KEY POINTS

  • Skylar Mack was sentenced to four months in prison after ditching a tracking device and violating COVID-19 isolation to watch a jet-ski competition
  • Her family is now appealing to the public and President Trump to get her out
  • Commentators abroad and online were less sympathetic, viewing her actions as typical American entitlement

The family of an 18-year-old American college student is turning to President Trump for help after she earned a four-month prison sentence for breaking COVID-19 quarantine rules to attend her boyfriend’s jet-ski competition.

In late November, Skylar Mack, a pre-med student at Mercer University in Georgia, went to the Cayman Islands to see her boyfriend Vanjae Ramgeet compete. Despite all visitors needing to wait in isolation for 14 days, she arrived only two days before the event.

On the day of the competition, she slipped out of her tracking device and went to join the crowds. Ramgeet took first place, but organizers were alerted to her presence and both of them were arrested.

“This was as flagrant a breach as could be imagined,” Justice Roger Chapple said. “It was born of selfishness and arrogance.”

Mack and Ramgeet were sentenced to 40 hours of community services and fined $3,100 after pleading guilty to breaking quarantine rules. The sentence was increased to four months in prison after prosecutors appealed the decision.

Her family, however, says the sentence is too harsh and is appealing to whoever they can to get her freed. A hearing before a panel of judges has been set for Tuesday.

Mack’s grandmother Jeanne Mack went on NBC's "Today" show Monday to plead her case to the public and more specifically to the president.

“She cries, she wants to come home,” she said. “She knows she made a mistake. She owns up to that, but she’s pretty hysterical right now.”

Skylar Mack’s family has appealed to Trump directly. Last week they received a reply to a letter that the case had been forwarded to “the appropriate federal agency.”

Commentators online were generally unsympathetic to Mack’s efforts to avoid the consequences of her fun in the sun, viewing it as an extension of American entitlement.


TASK DESCRIPTION => Across all the lines of the following material, count those that include the word "icon" and give only the result.

=== Begin Enclosure ===

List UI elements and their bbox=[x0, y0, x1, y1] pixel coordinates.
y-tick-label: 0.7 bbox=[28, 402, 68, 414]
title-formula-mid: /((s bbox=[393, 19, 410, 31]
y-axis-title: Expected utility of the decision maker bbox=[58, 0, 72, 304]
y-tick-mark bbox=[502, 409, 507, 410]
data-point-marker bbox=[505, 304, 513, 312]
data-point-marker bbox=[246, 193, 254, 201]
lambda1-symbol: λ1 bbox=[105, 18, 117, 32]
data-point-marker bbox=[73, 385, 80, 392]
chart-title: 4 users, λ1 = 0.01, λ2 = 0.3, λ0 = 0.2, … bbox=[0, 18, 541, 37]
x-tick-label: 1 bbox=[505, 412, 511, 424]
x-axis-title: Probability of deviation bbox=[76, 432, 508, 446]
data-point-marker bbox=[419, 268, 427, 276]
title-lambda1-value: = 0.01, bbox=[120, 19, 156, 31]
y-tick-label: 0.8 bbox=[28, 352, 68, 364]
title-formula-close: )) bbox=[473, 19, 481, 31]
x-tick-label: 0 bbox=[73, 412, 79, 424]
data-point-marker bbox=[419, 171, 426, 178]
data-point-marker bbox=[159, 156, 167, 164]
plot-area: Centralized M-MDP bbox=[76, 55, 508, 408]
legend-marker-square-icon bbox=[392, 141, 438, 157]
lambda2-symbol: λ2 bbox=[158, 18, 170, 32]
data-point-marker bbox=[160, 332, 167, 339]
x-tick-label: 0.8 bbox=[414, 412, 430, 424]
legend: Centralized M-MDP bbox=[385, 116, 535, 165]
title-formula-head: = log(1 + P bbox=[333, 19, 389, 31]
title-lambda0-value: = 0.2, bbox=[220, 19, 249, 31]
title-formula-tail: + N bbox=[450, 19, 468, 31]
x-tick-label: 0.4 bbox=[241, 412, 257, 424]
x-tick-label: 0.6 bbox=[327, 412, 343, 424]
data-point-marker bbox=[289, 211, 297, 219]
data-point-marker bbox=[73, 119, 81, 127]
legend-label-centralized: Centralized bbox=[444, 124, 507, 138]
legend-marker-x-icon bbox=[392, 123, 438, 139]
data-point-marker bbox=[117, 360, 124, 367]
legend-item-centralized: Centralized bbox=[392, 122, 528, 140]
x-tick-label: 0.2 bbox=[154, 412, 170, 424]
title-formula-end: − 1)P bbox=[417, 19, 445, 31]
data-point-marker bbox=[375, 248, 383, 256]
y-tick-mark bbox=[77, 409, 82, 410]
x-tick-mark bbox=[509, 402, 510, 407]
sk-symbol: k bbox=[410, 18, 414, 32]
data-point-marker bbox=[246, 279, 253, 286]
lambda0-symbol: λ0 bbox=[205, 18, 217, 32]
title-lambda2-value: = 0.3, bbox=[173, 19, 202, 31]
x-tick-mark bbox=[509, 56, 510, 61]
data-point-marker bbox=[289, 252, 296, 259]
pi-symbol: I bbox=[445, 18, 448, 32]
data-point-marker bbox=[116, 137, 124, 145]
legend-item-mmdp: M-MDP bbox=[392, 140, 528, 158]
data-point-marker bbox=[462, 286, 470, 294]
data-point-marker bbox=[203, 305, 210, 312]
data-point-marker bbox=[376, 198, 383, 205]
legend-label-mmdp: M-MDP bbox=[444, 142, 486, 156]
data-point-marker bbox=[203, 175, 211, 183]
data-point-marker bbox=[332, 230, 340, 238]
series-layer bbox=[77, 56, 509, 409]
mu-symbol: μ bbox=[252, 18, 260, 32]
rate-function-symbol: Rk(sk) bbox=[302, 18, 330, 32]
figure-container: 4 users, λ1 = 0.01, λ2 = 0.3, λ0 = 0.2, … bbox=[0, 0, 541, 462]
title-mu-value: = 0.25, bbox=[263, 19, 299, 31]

=== End Enclosure ===

ANSWER AREA => 2